DS: When I wrote it, I thought of her not as a mouthpiece for a generation, but I thought she might be like me, and some other young people, who are caught in this orbit of leaving and staying in Lebanon. A lot of people experience that. Are you going to stay and try and break the cycle of tragedy in your country, because your country needs you, or are you going to leave to make a life out of yourself, and not allow yourself to be tied to a whole country’s trauma? A lot of us ask ourselves this country. We’re very attached to our country. We’re very rooted people.
LG: But there’s that yearning to give yourself permission to be selfish?
DS: Exactly. But leaving the people who can’t leave…you feel like you’re doing this for everyone. I have a childhood best friend who has never had the opportunity to travel. He has only ever known Lebanon. I wonder if he had the opportunity to leave, if he would. Maybe it’s selfish for me to stay when I have the opportunity to leave.
LG: What do they think of those, like you, who have left Lebanon to study or work?
DS: Sometimes they dismiss our pain. Some people think that we only come back during the Summer, we have fun, and leave and forget about everything going on back home. That, of course, isn’t true, but it gives you a lot of survivor’s guilt. But right now, I only want to make my movies in Lebanon, in Beirut. It’s where I feel like my voice belongs. Lebanese cinema needs our voices.
LG: That shows you haven’t made a selfish choice by coming here to London.
DS: In Lebanon, I’m in survival mode. How can you create if you’re only focused on surviving? I didn’t truly process the 4th August until the 6th October, when I returned to London. At the same time, during those two months in Lebanon, I never felt closer to my friends and family. There was a lot of laughter, still. Lebanon is a beautiful place, despite all the tragedies. It’s a place of community, and I wanted my film to reflect that.
LG: What did making this film offer you on a personal level?

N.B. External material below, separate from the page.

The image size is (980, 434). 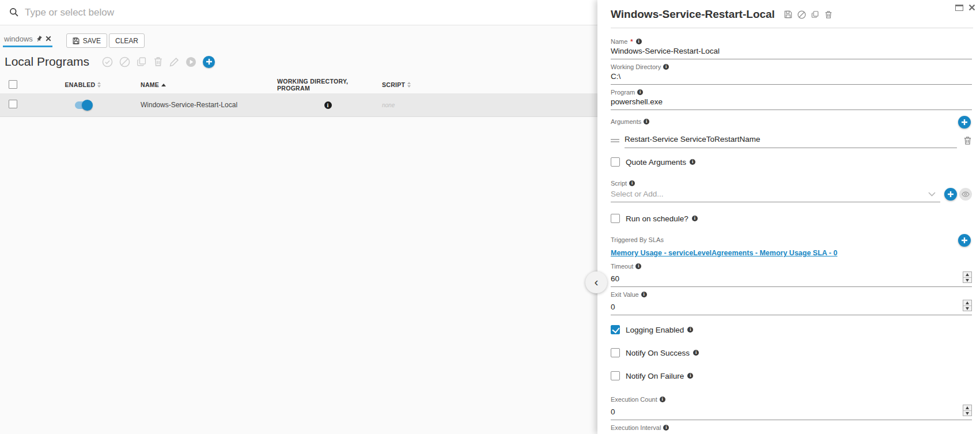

DS: Because history hasn’t been written in a unified way in Lebanon, all Lebanese movies re-write history from a personal level, from a humanistic point-of-view, not necessarily a political one. Lebanese cinema is proof of our existence. To make Lebanese films is a statement in itself. Our world is unexpected, we don’t know what we’ll wake up to, we don’t know who we’re going to lose, we don’t know what the future holds for us, but our cinema is proof that we won’t be silenced by our harsh reality.